Saturday, August 8, 2009
Surrounded by Babies
This afternoon, Mark and I sat outside a Reykjavik café, drinking hot chocolate and eating waffles with jam and cream. A gay pride festival is taking place and the streets were crowded with Icelandic families coming to see the parade and the concert. Parents pushed babies in prams that are like portable wombs. They carried them on their shoulders. Some toddlers rode bicycles, or sat in bike trailers. They carried rainbow flags and sucked on rainbow lollipops. Their older siblings wore rainbow colored luaus. I hardly saw any signs of homosexual couples or families. I saw only a unified acceptance and a normalcy involved in taking the children to the gay pride festivities, even with a pole dancer in the parade.
This made me want to live in a more European progressive country. It made me want to bring River to such a parade and for him to take in events promoting the homosexual lifestyle as nothing out of the ordinary. I want him, like the Icelanders there, to accept homosexuals as nothing better or worse than himself, as people with an equal right to pursue their life dreams.
As stroller after wide stroller pumped into my chair on the sidewalk, even Mark was struck by the number of little children on the street and the elaborate means of conveying them. It seems to be often the father who pushes the stroller or who wears the baby backpack. We heard baby babble and children’s voices on all sides of us.
“It’s hard to believe there are so many little babies here,” Mark said.
I didn’t think there were necessarily more children per capita. However, it seems that the people are much more willing to take their small children into public and that the public welcomes them. In the National Museum, an interactive section had all kinds of interesting hands-on activities for kids and adults, who might otherwise be bored in a historical museum. Restaurants have play corners. There are changing areas almost everywhere. Airports and museums have strollers on hand for visitors to use, for free.
Looking at all these babies of course makes us think of our little River. I spoke to him by phone last night and he said “mama,” a single word that filled my heart with joy. But he didn’t say it with longing, but rather curious interest. As I continued to speak to my father, I could hear him happily babbling in the background. He seems to be doing just fine without us.
Seeing all the little babies is also awakening a nascent desire for another. Not now, not yet. But someday I’d like to have that experience again. Our travel companion on this trip said that in Sweden, more educated families tend to have less children, because they want to do other things in life. I don’t know if it’s possible, but I want to have it all. I want to have children and a loving family and have a life full of rich experiences. We’ll see whether or not it can be done.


Each record here should be printed again exactly; please leave its pictures out.

*Saved data entries*:

▶

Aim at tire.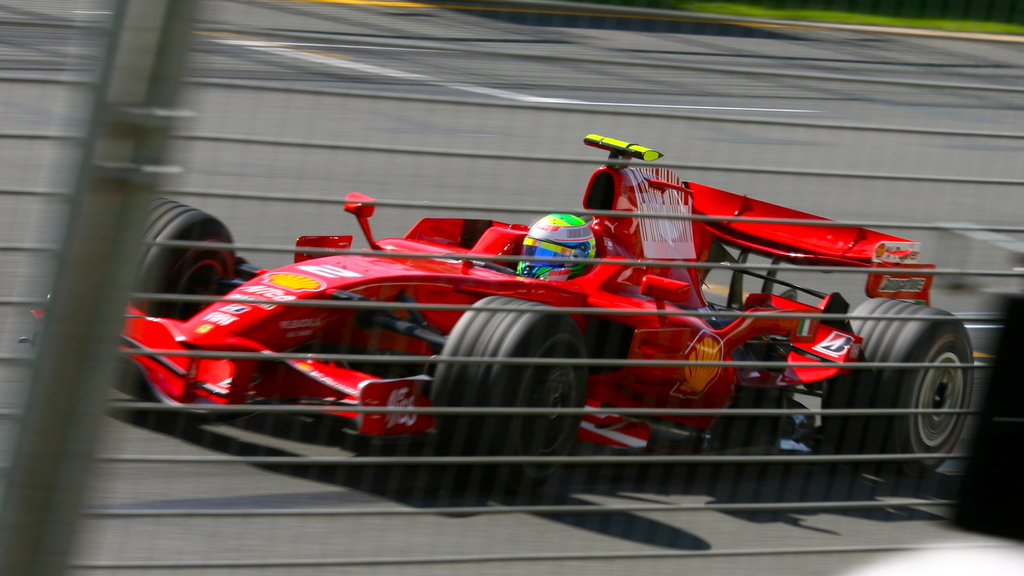
Aimed at 110,192,238,397.
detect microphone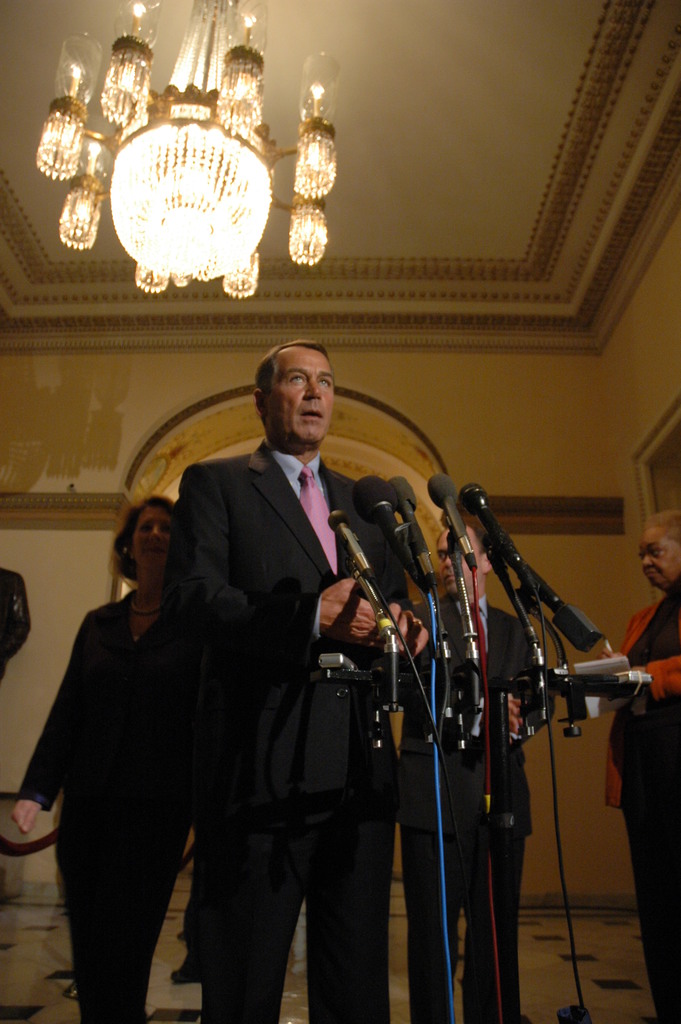
bbox(326, 508, 377, 599)
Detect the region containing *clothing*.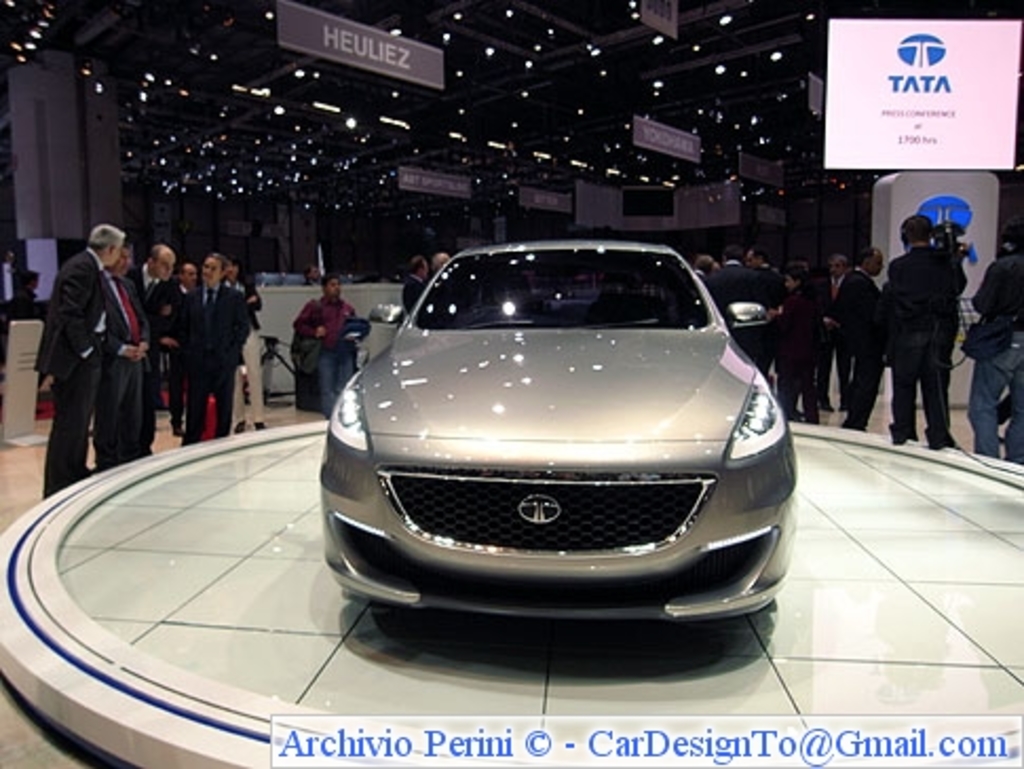
(x1=399, y1=277, x2=420, y2=315).
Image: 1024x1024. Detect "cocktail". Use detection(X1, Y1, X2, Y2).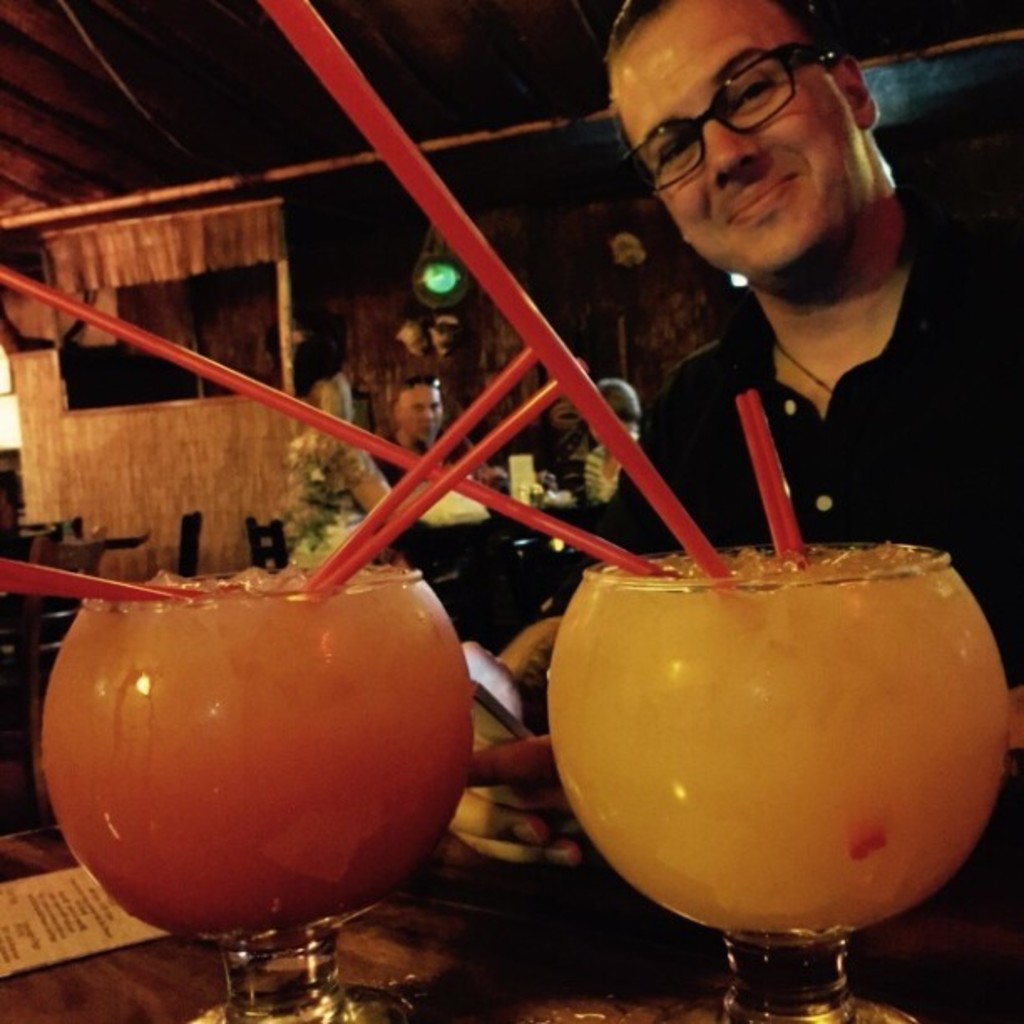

◀

*Task response*:
Aim at tire.
Aimed at 110,192,238,397.
detect microphone
bbox(326, 508, 377, 599)
Detect the region containing *clothing*.
(x1=399, y1=277, x2=420, y2=315).
Image: 1024x1024. Detect "cocktail". Use detection(X1, Y1, X2, Y2).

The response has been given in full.